The Confluence default dashboard in 2005

These bookmarks only helped with navigation, not collaboration. Fortunately, I could expand the Recently Updated to use the whole right-hand half of the page. By devoting half of the page to an activity feed of recently updated pages, I could immediately see today’s team member activity.

Collaboration visbility

Software collaboration features, such as commenting on other people’s work, typically focus on contributing to creation. However, the first opportunity to support collaboration comes earlier, before you’ve learned what other people might require help with.

Collaboration visibility refers to enabling collaboration by revealing the existence and status of other people’s work. You need to know team members’ work exists before actively participating. In fact, you need to know about it before deciding to participate.

Collaboration opportunities

Today, we use Notion; I haven’t used Confluence for years. Despite its modern design, and enormous popularity, Notion’s collaboration features don’t impress me. Tragically, its home page feature only tells me things I already know: what I have worked on recently, and nothing about anyone else.

The Notion default home page today

Notion has wasted an opportunity here. Teams don’t only decide to work together on a task because their manager told them to. They can figure it out for themselves, but only if they can find out about the whole team’s work. If you only use Notion, then you need a lot of unnecessary meetings.

Collaboration tools

Companies typically have serveral general-purpose collaboration tools that everyone uses. As well as document editing, they provide file management, group chat and video calls.

These tools all provide places to work together, but don’t reveal who you should be talking to. Slack doesn’t show me who has worked in which channels today, for example, and Google Drive doesn’t show me who worked in which folders.

Slack’s flexibility does make it possible to add collaboration visibility, much like how Confluence’s customisable dashboard made it possible to add information about other people’s work. For example, Slack bots often announce team members’ work in other tools, such as code changes that team members can now review.

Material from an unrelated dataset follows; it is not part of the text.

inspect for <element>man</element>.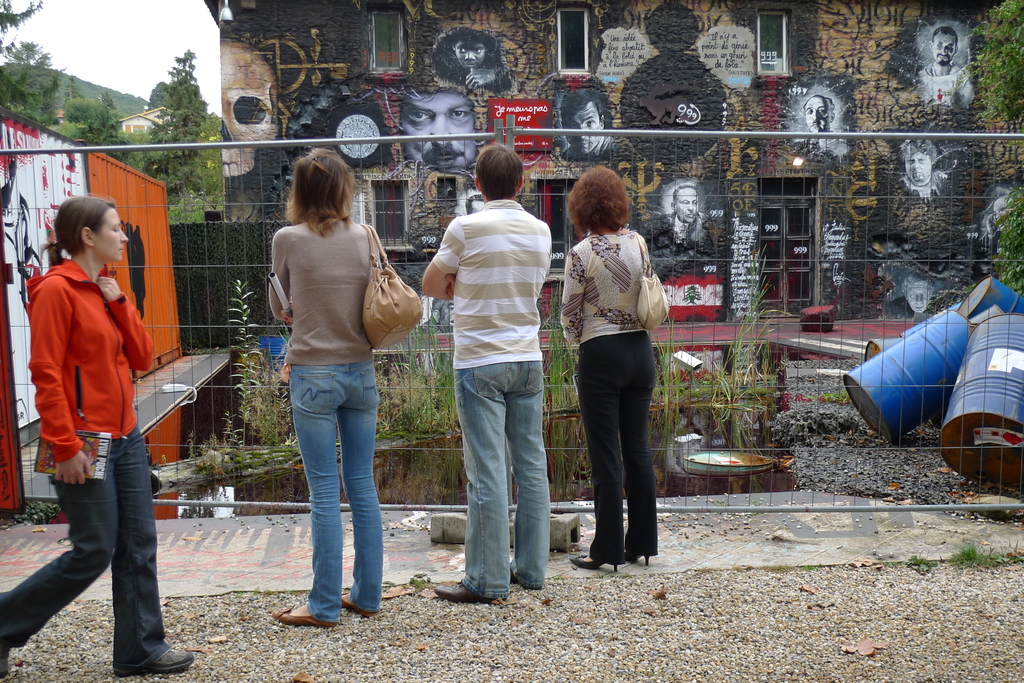
Inspection: 791 95 845 161.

These bots automate working out loud, often so successfully that you need a separate #team-activity channel, so that automated activity updates don’t obscure conversation.

Specialist tools

General collaboration tools that everyone uses don’t account for all of digital workers’ tool use. Businesses also adopt specialist software, used by people in specialist roles.

In software development, designers, developers and product managers have their own tools. Similarly, sales, marketing and finance teams also have specialist tools, with advanced functionality, designed for regular expert use. People in these teams also benefit from staying up-to-date with their team mates’ focus.

Despite their narrower functional focus, these specialist tools adopt the same collaboration capabilities as the general-purpose collaboration tools. Unfortunately, they also miss the same opportunities for collaboration visibility, and focus on the individual.